European Russia is the western and most populated part of the Russia. It is geographically situated in Europe, as opposed to the country's sparsely populated and vastly larger eastern part, Siberia, which is situated in Asia, encompassing the entire North Asia of the continent. The two parts of Russia are divided by the Ural Mountains and Ural river, bisecting the Eurasia. European Russia covers the vast majority of Eastern Europe, and spans roughly 40% of Europe's total landmass, with over 15% of its total population, making Russia the largest and most populous country in Europe. The region is divided into five Federal districts.
All three federal cities of Russia lie within European Russia. These cities are Moscow, the nation's Capital city and largest city, which is the most populous city entirely within Europe; Saint Petersburg, the cultural capital and the second-most populous city in the country; and Sevastopol, located in Crimea, which is internationally recognized as part of Ukraine.
Of the 16 Russian cities with over 1 million inhabitants, 12 lie within European Russia: Moscow, Saint Petersburg, Kazan, Nizhny Novgorod, Samara, Ufa, Chelyabinsk, Rostov-on-Don, Krasnodar, Voronezh, Perm and Volgograd (the remaining four are Yekaterinburg, Omsk, Krasnoyarsk and Novosibirsk).
Some theories say that some early Eastern Slavs arrived in modern-day western Russia (also in Ukraine and Belarus) sometime during the middle of the first millennium AD. The East Slavs tribe of the was native to the land around the Oka River. Finno-Ugric, Baltic and Turkic tribes were also present in the area (although large parts of the Turkic and Finno-Ugric people were absorbed by the Slavs, there are great minorities in European Russia today). The western region of Central Russia was inhabited by the Eastern Slavic tribe of the Severians.
One of the first Rus' regions according to the Sofia First Chronicle was Veliky Novgorod in 859. In late 8th and early-to-mid-9th centuries AD the Rus' Khaganate was formed in modern western Russia. The region was a place of operations for Varangians, eastern Scandinavian adventurers, merchants, and pirates. From the late 9th to the mid-13th century a large section of today's European Russia was part of Kievan Rus'. The lands of Rus' Khaganate and Kievan Rus' were important trade routes and connected Viking Age, Byzantine Empire, Rus' people and Volga Bulgaria with Khazaria and Persia. According to old Scandinavian sources among the 12 biggest cities of Kievan Rus' or Ancient Rus' were Veliky Novgorod, Kyiv, Polotsk, Smolensk, Murom and Rostov.
Through trade and cultural contact with Byzantine Empire, the Slavic culture of the Rus' adopted gradually the Eastern Orthodox religion. Many sources say that Ryazan, Kolomna, Moscow, Vladimir-Suzdal and Kyiv were destroyed by the Mongol Empire. After the Mongol invasion the Muscovite Rus' arose, over all this time, western Russia and the various Rus' regions had strong cultural contacts with the Byzantine Empire, while the Slavic culture was cultivated all the time.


=== Task requirements ===
Restate the data below word for word, and let no image into your version.

[Component data from apps and pages]
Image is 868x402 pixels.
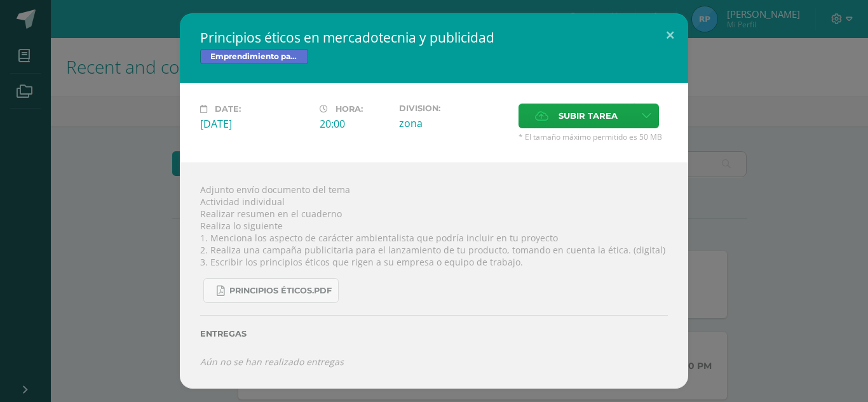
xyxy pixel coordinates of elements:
div: zona [399,116,509,130]
h2: Principios éticos en mercadotecnia y publicidad [200,29,667,47]
div: Adjunto envío documento del tema Actividad individual Realizar resumen en el cuaderno Realiza lo ... [180,163,688,388]
span: Principios éticos.pdf [229,286,332,296]
div: 20:00 [319,117,389,131]
label: Entregas [200,329,667,338]
label: Division: [399,104,509,113]
a: Principios éticos.pdf [203,278,338,303]
i: Aún no se han realizado entregas [200,355,343,368]
span: Emprendimiento para la Productividad [200,48,308,64]
span: Subir tarea [558,105,617,127]
span: Hora: [336,105,363,114]
button: Close (Esc) [652,13,688,56]
div: [DATE] [200,117,309,131]
span: Date: [215,105,241,114]
span: * El tamaño máximo permitido es 50 MB [518,131,667,143]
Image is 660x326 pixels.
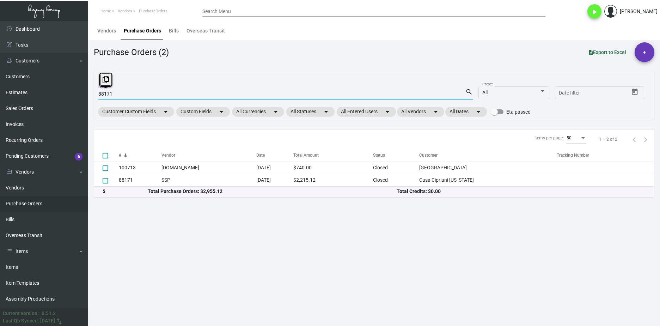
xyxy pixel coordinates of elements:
div: Total Amount [293,152,319,158]
div: Vendors [97,27,116,35]
div: Total Credits: $0.00 [397,188,646,195]
div: Date [256,152,294,158]
td: $740.00 [293,162,373,174]
div: Last Qb Synced: [DATE] [3,317,55,324]
div: Tracking Number [557,152,655,158]
div: Date [256,152,265,158]
button: Open calendar [630,86,641,98]
mat-select: Items per page: [567,136,586,141]
div: Overseas Transit [187,27,225,35]
mat-chip: All Entered Users [337,107,396,117]
td: $2,215.12 [293,174,373,186]
td: Closed [373,174,419,186]
div: $ [103,188,148,195]
button: Previous page [629,134,640,145]
div: Bills [169,27,179,35]
mat-chip: Custom Fields [176,107,230,117]
td: [DATE] [256,162,294,174]
span: Export to Excel [589,49,626,55]
mat-icon: arrow_drop_down [217,108,226,116]
td: Casa Cipriani [US_STATE] [419,174,557,186]
input: End date [587,90,621,96]
mat-icon: arrow_drop_down [322,108,330,116]
div: Items per page: [535,135,564,141]
mat-icon: search [466,88,473,96]
mat-icon: arrow_drop_down [474,108,483,116]
div: Current version: [3,310,39,317]
mat-chip: All Statuses [286,107,335,117]
mat-icon: arrow_drop_down [432,108,440,116]
input: Start date [559,90,581,96]
span: 50 [567,135,572,140]
button: + [635,42,655,62]
div: Vendor [162,152,256,158]
td: [GEOGRAPHIC_DATA] [419,162,557,174]
mat-icon: arrow_drop_down [272,108,280,116]
td: SSP [162,174,256,186]
div: Customer [419,152,438,158]
button: Next page [640,134,651,145]
div: # [119,152,162,158]
div: Total Purchase Orders: $2,955.12 [148,188,397,195]
div: Total Amount [293,152,373,158]
i: Copy [103,76,109,83]
mat-chip: All Currencies [232,107,284,117]
div: Purchase Orders [124,27,161,35]
mat-icon: arrow_drop_down [383,108,392,116]
td: 100713 [119,162,162,174]
mat-chip: Customer Custom Fields [98,107,174,117]
span: Eta passed [506,108,531,116]
span: Vendors [118,9,132,13]
div: [PERSON_NAME] [620,8,658,15]
div: # [119,152,121,158]
div: Status [373,152,419,158]
mat-icon: arrow_drop_down [162,108,170,116]
div: Customer [419,152,557,158]
i: play_arrow [590,8,599,16]
mat-chip: All Vendors [397,107,444,117]
span: Home [101,9,111,13]
button: play_arrow [588,4,602,18]
td: [DATE] [256,174,294,186]
button: Export to Excel [584,46,632,59]
div: Purchase Orders (2) [94,46,169,59]
mat-chip: All Dates [445,107,487,117]
div: 0.51.2 [42,310,56,317]
td: [DOMAIN_NAME] [162,162,256,174]
div: Vendor [162,152,175,158]
div: Tracking Number [557,152,589,158]
span: PurchaseOrders [139,9,168,13]
span: + [643,42,646,62]
div: 1 – 2 of 2 [599,136,618,142]
span: All [482,90,488,95]
div: Status [373,152,385,158]
td: Closed [373,162,419,174]
img: admin@bootstrapmaster.com [604,5,617,18]
td: 88171 [119,174,162,186]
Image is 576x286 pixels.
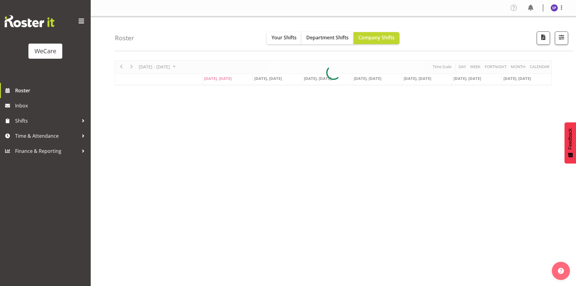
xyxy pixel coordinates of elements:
[558,267,564,274] img: help-xxl-2.png
[15,86,88,95] span: Roster
[271,34,296,41] span: Your Shifts
[550,4,558,11] img: sabnam-pun11077.jpg
[306,34,348,41] span: Department Shifts
[301,32,353,44] button: Department Shifts
[536,31,550,45] button: Download a PDF of the roster according to the set date range.
[15,131,79,140] span: Time & Attendance
[564,122,576,163] button: Feedback - Show survey
[567,128,573,149] span: Feedback
[34,47,56,56] div: WeCare
[5,15,54,27] img: Rosterit website logo
[15,101,88,110] span: Inbox
[353,32,399,44] button: Company Shifts
[115,34,134,41] h4: Roster
[555,31,568,45] button: Filter Shifts
[15,116,79,125] span: Shifts
[15,146,79,155] span: Finance & Reporting
[267,32,301,44] button: Your Shifts
[358,34,394,41] span: Company Shifts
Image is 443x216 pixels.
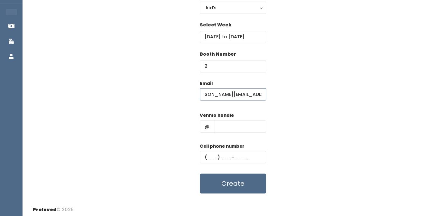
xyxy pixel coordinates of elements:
[200,151,266,163] input: (___) ___-____
[200,22,231,28] label: Select Week
[200,143,244,150] label: Cell phone number
[200,120,214,133] span: @
[200,2,266,14] button: kid's
[200,51,236,58] label: Booth Number
[200,112,234,119] label: Venmo handle
[200,88,266,100] input: @ .
[33,201,74,213] div: © 2025
[200,31,266,43] input: Select week
[33,206,57,213] span: Preloved
[200,80,213,87] label: Email
[200,60,266,72] input: Booth Number
[200,173,266,193] button: Create
[206,4,260,11] div: kid's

=== Output of the exercise ===
Image is 868x402 pixels.
xyxy pixel coordinates of elements:
div: zona [399,116,509,130]
h2: Principios éticos en mercadotecnia y publicidad [200,29,667,47]
div: Adjunto envío documento del tema Actividad individual Realizar resumen en el cuaderno Realiza lo ... [180,163,688,388]
span: Principios éticos.pdf [229,286,332,296]
div: 20:00 [319,117,389,131]
label: Entregas [200,329,667,338]
label: Division: [399,104,509,113]
a: Principios éticos.pdf [203,278,338,303]
i: Aún no se han realizado entregas [200,355,343,368]
span: Emprendimiento para la Productividad [200,48,308,64]
span: Subir tarea [558,105,617,127]
span: Hora: [336,105,363,114]
button: Close (Esc) [652,13,688,56]
div: [DATE] [200,117,309,131]
span: Date: [215,105,241,114]
span: * El tamaño máximo permitido es 50 MB [518,131,667,143]
Image is 660x326 pixels.
xyxy pixel coordinates of elements:
div: Total Amount [293,152,319,158]
div: Vendors [97,27,116,35]
div: Total Credits: $0.00 [397,188,646,195]
div: Date [256,152,294,158]
td: $740.00 [293,162,373,174]
div: Last Qb Synced: [DATE] [3,317,55,324]
div: Tracking Number [557,152,655,158]
div: Date [256,152,265,158]
button: Open calendar [630,86,641,98]
mat-select: Items per page: [567,136,586,141]
div: Overseas Transit [187,27,225,35]
mat-chip: All Entered Users [337,107,396,117]
td: $2,215.12 [293,174,373,186]
td: Closed [373,174,419,186]
div: $ [103,188,148,195]
button: Previous page [629,134,640,145]
div: Bills [169,27,179,35]
mat-chip: Custom Fields [176,107,230,117]
td: [DATE] [256,162,294,174]
span: Export to Excel [589,49,626,55]
mat-icon: arrow_drop_down [217,108,226,116]
td: Casa Cipriani [US_STATE] [419,174,557,186]
input: End date [587,90,621,96]
mat-icon: arrow_drop_down [322,108,330,116]
div: Items per page: [535,135,564,141]
mat-icon: search [466,88,473,96]
mat-icon: arrow_drop_down [474,108,483,116]
div: Current version: [3,310,39,317]
mat-chip: All Statuses [286,107,335,117]
mat-icon: arrow_drop_down [432,108,440,116]
input: Start date [559,90,581,96]
span: 50 [567,135,572,140]
button: + [635,42,655,62]
div: Vendor [162,152,256,158]
td: [GEOGRAPHIC_DATA] [419,162,557,174]
mat-icon: arrow_drop_down [272,108,280,116]
td: SSP [162,174,256,186]
div: Customer [419,152,438,158]
button: Next page [640,134,651,145]
div: # [119,152,162,158]
div: Total Purchase Orders: $2,955.12 [148,188,397,195]
div: Total Amount [293,152,373,158]
i: Copy [103,76,109,83]
mat-chip: All Currencies [232,107,284,117]
div: Purchase Orders [124,27,161,35]
mat-icon: arrow_drop_down [383,108,392,116]
td: 100713 [119,162,162,174]
mat-chip: Customer Custom Fields [98,107,174,117]
span: Eta passed [506,108,531,116]
span: Vendors [118,9,132,13]
div: [PERSON_NAME] [620,8,658,15]
div: # [119,152,121,158]
div: Status [373,152,419,158]
mat-icon: arrow_drop_down [162,108,170,116]
div: Customer [419,152,557,158]
i: play_arrow [590,8,599,16]
mat-chip: All Vendors [397,107,444,117]
span: Home [101,9,111,13]
button: play_arrow [588,4,602,18]
td: [DATE] [256,174,294,186]
button: Export to Excel [584,46,632,59]
div: Purchase Orders (2) [94,46,169,59]
mat-chip: All Dates [445,107,487,117]
div: 0.51.2 [42,310,56,317]
td: [DOMAIN_NAME] [162,162,256,174]
div: Vendor [162,152,175,158]
div: Tracking Number [557,152,589,158]
span: PurchaseOrders [139,9,168,13]
span: + [643,42,646,62]
div: 1 – 2 of 2 [599,136,618,142]
span: All [482,90,488,95]
div: Status [373,152,385,158]
td: Closed [373,162,419,174]
img: admin@bootstrapmaster.com [604,5,617,18]
td: 88171 [119,174,162,186]
Image is 576x286 pixels.
xyxy pixel coordinates of elements:
[558,267,564,274] img: help-xxl-2.png
[15,86,88,95] span: Roster
[271,34,296,41] span: Your Shifts
[550,4,558,11] img: sabnam-pun11077.jpg
[306,34,348,41] span: Department Shifts
[301,32,353,44] button: Department Shifts
[536,31,550,45] button: Download a PDF of the roster according to the set date range.
[15,131,79,140] span: Time & Attendance
[564,122,576,163] button: Feedback - Show survey
[567,128,573,149] span: Feedback
[34,47,56,56] div: WeCare
[5,15,54,27] img: Rosterit website logo
[15,101,88,110] span: Inbox
[353,32,399,44] button: Company Shifts
[115,34,134,41] h4: Roster
[555,31,568,45] button: Filter Shifts
[15,116,79,125] span: Shifts
[15,146,79,155] span: Finance & Reporting
[267,32,301,44] button: Your Shifts
[358,34,394,41] span: Company Shifts
Image is 443x216 pixels.
xyxy pixel coordinates of elements:
[200,151,266,163] input: (___) ___-____
[200,22,231,28] label: Select Week
[200,143,244,150] label: Cell phone number
[200,120,214,133] span: @
[200,2,266,14] button: kid's
[200,51,236,58] label: Booth Number
[200,112,234,119] label: Venmo handle
[200,88,266,100] input: @ .
[33,201,74,213] div: © 2025
[200,31,266,43] input: Select week
[33,206,57,213] span: Preloved
[200,80,213,87] label: Email
[200,60,266,72] input: Booth Number
[200,173,266,193] button: Create
[206,4,260,11] div: kid's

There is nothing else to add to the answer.